What makes this worse is that the pattern is predictable. We see this happen with players repeatedly. Someone comes into the league with an enormous skill set. Success comes quickly. Then personal issues emerge, and the NFL machinery kicks into gear. Suspensions are handed down. Public statements are made about character concerns. Teams distance themselves publicly while quietly hoping another organization will take on the liability. The player bounces around. The support system that should be comprehensive and aggressive becomes fragmented and inadequate. And sometimes, the outcome is tragic.

I am not saying that the 49ers organization alone bears responsibility for what happened to Aldon Smith. That is not fair and it is not accurate. Personal struggles are complicated. They involve factors that no organization can completely control. What I am saying is that a league with the resources and the platform that the NFL possesses should be doing exponentially more to catch these guys before they fall too far. The system should be proactive, not reactive. It should be comprehensive, not piecemeal. It should prioritize human life over organizational liability.

Think about the irony here. The NFL markets itself as a family business. It talks about player safety when it comes to on-field injuries. It has spent billions on research about concussions and long-term health effects. That investment is important and necessary. But what about mental health? What about the psychological toll of being a professional athlete? What about the struggle some players face when their identity is stripped away because they cannot perform anymore? The NFL has acknowledged these issues in press releases and at ownership meetings. But the actual infrastructure to support players dealing with these challenges remains woefully inadequate.

Aldon Smith deserved better. He was a human being first and a pass rusher second. He was someone who brought joy to millions of fans with his ability to disrupt opposing offenses. He was also someone who was clearly struggling, and the industry that benefited enormously from his talent could have done significantly more to help.
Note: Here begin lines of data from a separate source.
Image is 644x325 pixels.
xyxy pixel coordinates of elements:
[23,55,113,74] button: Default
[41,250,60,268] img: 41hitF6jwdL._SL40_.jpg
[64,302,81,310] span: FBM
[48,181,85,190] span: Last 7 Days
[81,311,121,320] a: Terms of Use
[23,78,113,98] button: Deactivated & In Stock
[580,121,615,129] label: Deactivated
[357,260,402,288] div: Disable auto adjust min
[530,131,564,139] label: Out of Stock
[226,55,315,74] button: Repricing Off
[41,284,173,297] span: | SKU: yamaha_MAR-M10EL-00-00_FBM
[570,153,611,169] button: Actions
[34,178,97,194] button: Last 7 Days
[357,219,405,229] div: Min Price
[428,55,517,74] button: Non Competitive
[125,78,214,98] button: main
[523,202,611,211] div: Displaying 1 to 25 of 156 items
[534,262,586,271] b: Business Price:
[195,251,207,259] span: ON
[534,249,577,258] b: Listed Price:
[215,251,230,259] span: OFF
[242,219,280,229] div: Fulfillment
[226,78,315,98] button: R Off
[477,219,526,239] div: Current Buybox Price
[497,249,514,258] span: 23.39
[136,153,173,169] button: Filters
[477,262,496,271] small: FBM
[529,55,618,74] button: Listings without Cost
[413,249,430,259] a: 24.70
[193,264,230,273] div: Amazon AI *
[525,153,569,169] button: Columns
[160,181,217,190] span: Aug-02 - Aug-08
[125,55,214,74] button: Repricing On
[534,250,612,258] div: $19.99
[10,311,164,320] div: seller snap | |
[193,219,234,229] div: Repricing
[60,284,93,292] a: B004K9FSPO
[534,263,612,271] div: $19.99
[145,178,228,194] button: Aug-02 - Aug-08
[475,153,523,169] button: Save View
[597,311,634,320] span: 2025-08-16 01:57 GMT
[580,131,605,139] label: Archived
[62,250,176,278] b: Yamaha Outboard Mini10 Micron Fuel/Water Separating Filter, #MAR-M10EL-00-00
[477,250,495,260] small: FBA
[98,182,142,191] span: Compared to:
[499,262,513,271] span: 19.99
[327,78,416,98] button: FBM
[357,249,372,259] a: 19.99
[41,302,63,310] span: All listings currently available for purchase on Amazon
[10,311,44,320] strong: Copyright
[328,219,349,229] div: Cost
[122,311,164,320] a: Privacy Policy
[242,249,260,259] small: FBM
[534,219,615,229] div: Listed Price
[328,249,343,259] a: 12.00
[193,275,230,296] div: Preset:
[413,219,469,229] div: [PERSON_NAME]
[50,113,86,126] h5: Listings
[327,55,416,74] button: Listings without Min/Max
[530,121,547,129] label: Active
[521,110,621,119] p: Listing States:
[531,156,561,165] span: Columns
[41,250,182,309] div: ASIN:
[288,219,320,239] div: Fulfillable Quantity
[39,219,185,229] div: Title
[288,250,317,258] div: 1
That is not speculation. That is not hindsight bias. That is a straightforward assessment of how the NFL operates when confronted with players who need more than what the standard playbook provides.

The league will release a statement about Aldon Smith's passing. It will mention his accomplishments on the field. It will talk about his contributions to the game. It will express condolences to his family. And then, within a week, the news cycle will move on. The NFL will continue operating exactly as it has been operating. Another draft will happen. Another season will start. The machine will keep running. Nothing will fundamentally change because change at the institutional level requires the league to admit that it has failed repeatedly and needs to completely reimagine how it approaches player welfare beyond what happens between the white lines.

Here is my verdict. The NFL failed Aldon Smith. The organization that drafted him failed him. The organizations that signed him later failed him. The league that enriched itself with his talent failed him. And the industry will fail other players in similar circumstances because it still has not figured out that throwing resources at a problem only works if the resources are actually used correctly and comprehensively. Aldon Smith should still be here. That he is not represents a fundamental failure of the entire system.